Congressional responses to the proposed rules will prove critical, particularly actions by members of both parties who represent districts with significant research institutions and university populations who may object to funding destabilisation. The National Institutes of Health and National Science Foundation will likely face the most immediate pressure to implement these requirements should rules move toward finalisation, creating urgent need for monitoring how these agencies interpret and execute politically appointed decision-making authority. Universities and research institutions should prepare scenario plans addressing potential grant termination and prepare advocacy positions regarding international collaboration restrictions.

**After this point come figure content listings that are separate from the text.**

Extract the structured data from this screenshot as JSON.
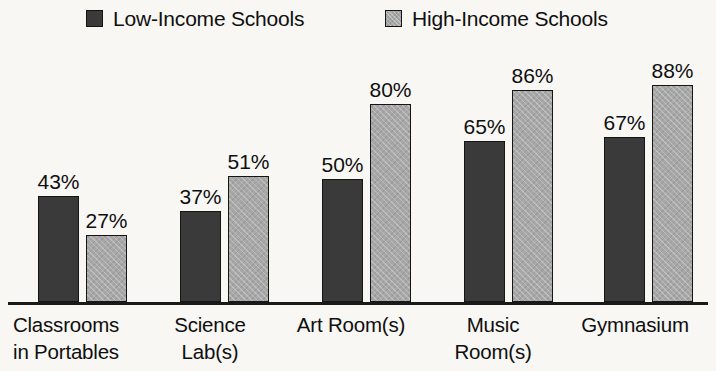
{
  "chart_data": {
    "type": "bar",
    "title": "",
    "subtitle": "",
    "xlabel": "",
    "ylabel": "",
    "ylim": [
      0,
      100
    ],
    "grid": false,
    "legend_position": "top",
    "value_suffix": "%",
    "categories": [
      "Classrooms in Portables",
      "Science Lab(s)",
      "Art Room(s)",
      "Music Room(s)",
      "Gymnasium"
    ],
    "category_lines": [
      [
        "Classrooms",
        "in Portables"
      ],
      [
        "Science",
        "Lab(s)"
      ],
      [
        "Art Room(s)",
        ""
      ],
      [
        "Music",
        "Room(s)"
      ],
      [
        "Gymnasium",
        ""
      ]
    ],
    "series": [
      {
        "name": "Low-Income Schools",
        "color": "#3a3a3a",
        "values": [
          43,
          37,
          50,
          65,
          67
        ],
        "labels": [
          "43%",
          "37%",
          "50%",
          "65%",
          "67%"
        ]
      },
      {
        "name": "High-Income Schools",
        "color": "#a8a8a8",
        "values": [
          27,
          51,
          80,
          86,
          88
        ],
        "labels": [
          "27%",
          "51%",
          "80%",
          "86%",
          "88%"
        ]
      }
    ]
  },
  "legend": {
    "items": [
      {
        "label": "Low-Income Schools",
        "swatch": "dark-gray-swatch"
      },
      {
        "label": "High-Income Schools",
        "swatch": "light-gray-hatched-swatch"
      }
    ]
  },
  "axis": {
    "baseline_color": "#1a1a1a"
  }
}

Scientific societies, including the National Academy of Sciences and discipline-specific professional organisations, will determine whether and how forcefully they contest institutional changes to peer review authority. Observers should anticipate significant litigation once rules are finalised, as legal challenges focusing on arbitrary and capricious agency action and due process concerns will likely emerge from universities and scientific organisations. The outcome of these proceedings will establish whether the federal government maintains mechanisms insulating scientific evaluation from short-term political influence or transitions toward systems where political appointees exercise substantial discretionary authority over research priorities and funding continuity.